How Recipeas chooses recipes
Recipeas crawls over 2.5 million recipes from chefs and food bloggers around the web. Not all of them are equally good. This page explains, in plain language and with live numbers, how we decide which to surface in browse and which to keep behind search.
Two questions every recipe has to answer
Before a recipe even enters the catalog, our crawler asks: does it have a real photo? does it have at least 3 ingredients and 2 instructions? does the title look like a recipe and not a blog header? About 35% of what we scrape clears that bar — the rest gets discarded immediately.
The accepted recipes then get a discovery score from 0 to 100, which decides whether they show up in the browse feed. Recipes with low scores stay searchable — you can always find them by name or ingredient — they just don't lead the browse feed.
How the discovery score works
It's a small, transparent formula. We're not trying to be clever; we're trying to be honest about what makes a recipe worth recommending.
A few specific notes about that formula:
- The American bonus is a list of household names — Allrecipes, Food Network, Serious Eats, Bon Appétit, America's Test Kitchen, food.com, Smitten Kitchen, etc. It's a curated lift, not a punishment for everyone else.
- Foreign-language sites are not penalized for being foreign. A clean Russian recipe with a great photo and canonical ingredients scores the same as a clean American one minus the boost. What does penalize them is corrupted text (mojibake), missing photos, and ingredient names the parser couldn't recognize — all of which hurt recipes in any language.
- Search ignores all of this.

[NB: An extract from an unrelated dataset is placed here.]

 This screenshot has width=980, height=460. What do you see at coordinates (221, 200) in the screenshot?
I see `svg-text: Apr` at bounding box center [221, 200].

If you can name what you want, you can find it.
Is it actually working? The data.
The whole point of the score is to put the bad-looking recipes in the hidden bucket and the good-looking ones in the shown bucket. The fastest test is to look at known quality signals — corrupted titles, ALL-CAPS shouting, broken image URLs — and compare the rates.

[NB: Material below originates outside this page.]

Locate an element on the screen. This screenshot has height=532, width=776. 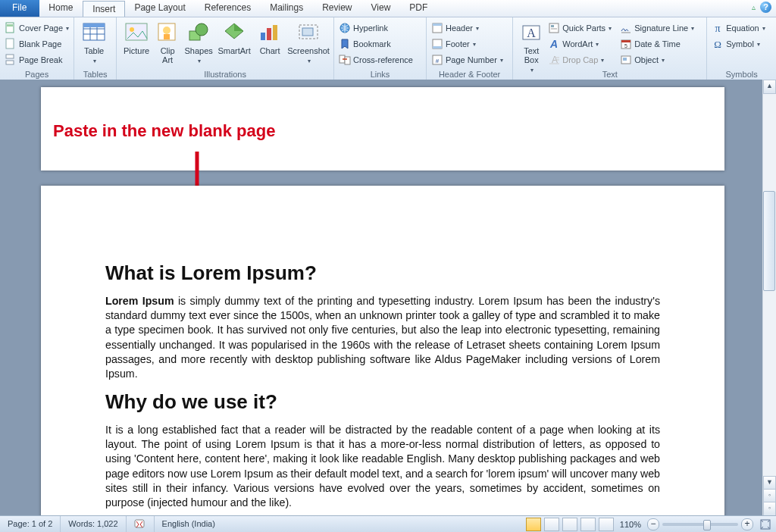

| Corrupted (mojibake) titles | 14.8% |
|---|---|
| ALL-CAPS titles | 8.4% |
| Suspicious image URLs | 0.7% |
| Corrupted (mojibake) titles | 0.0% |
|---|---|
| ALL-CAPS titles | 1.3% |
| Suspicious image URLs | 0.0% |
If the score weren't doing anything useful, those percentages would be similar between the two columns. Today the gap is roughly 1476× on mojibake — we're correctly funneling broken text away from the feed.
Which hosts lead each bucket
| www.allrecipes.com | 2,432 |
| www.food.com | 2,229 |
| www.americastestkitchen.com | 667 |
| www.povarenok.ru | 493 |
| www.justapinch.com | 461 |
| jamiegeller.com | 442 |
| www.greatbritishchefs.com | 441 |
| sunset.com | 427 |
| www.bbcgoodfood.com | 415 |
| www.delicious.com.au | 415 |
| www.povarenok.ru | 12,484 |
| www.cuisinelolo.fr | 1,863 |
| eatsmarter.de | 1,174 |
| www.culinar.ro | 865 |
| migusto.migros.ch | 728 |
| varecha.pravda.sk | 700 |
| pt.petitchef.com | 622 |
| culinariefy.com | 573 |
| www.kochbar.de | 567 |
| www.kotikokki.net | 525 |
Languages in the catalog
We accept recipes from chefs and food bloggers around the world. The app auto-translates titles and ingredient lines into English by default; a one-tap toggle in the recipe view flips back to the original.

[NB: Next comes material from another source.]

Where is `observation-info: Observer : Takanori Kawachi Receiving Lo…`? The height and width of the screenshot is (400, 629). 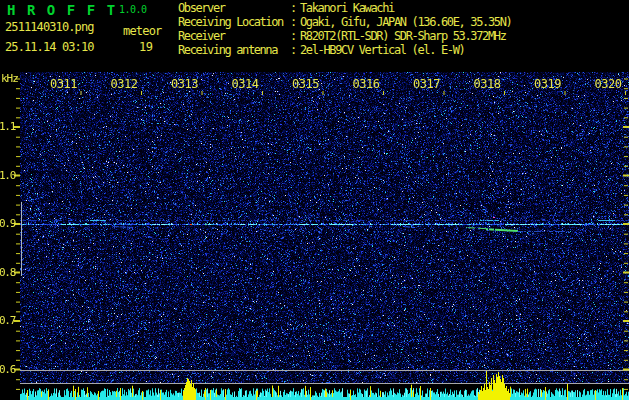 observation-info: Observer : Takanori Kawachi Receiving Lo… is located at coordinates (403, 30).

| Language | Accepted recipes |
|---|---|
| en | 1,342,867 |
| (unknown) | 411,128 |
| ru | 118,381 |
| es | 274 |
| de | 133 |
| id | 103 |
| pt | 73 |
| zh-CN | 72 |
| it | 54 |
| hi-Latn | 45 |
What we're still working on
- About 14% of accepted titles still carry the mojibake corruption (UTF-8 read as Latin-1). We have a verified one-pass repair (99% accuracy on a 5,000-row sample); rolling it out across titles, descriptions, ingredient lines, and instructions.
- The photo size signal in the score is currently from a small HEAD-request pass; the full corpus warm is in progress and will sharpen the photo penalty as it completes.
- The canonical-ingredient catalog covers about 100 base ingredients; we keep adding the most-frequent gaps so more recipes parse cleanly on first ingest.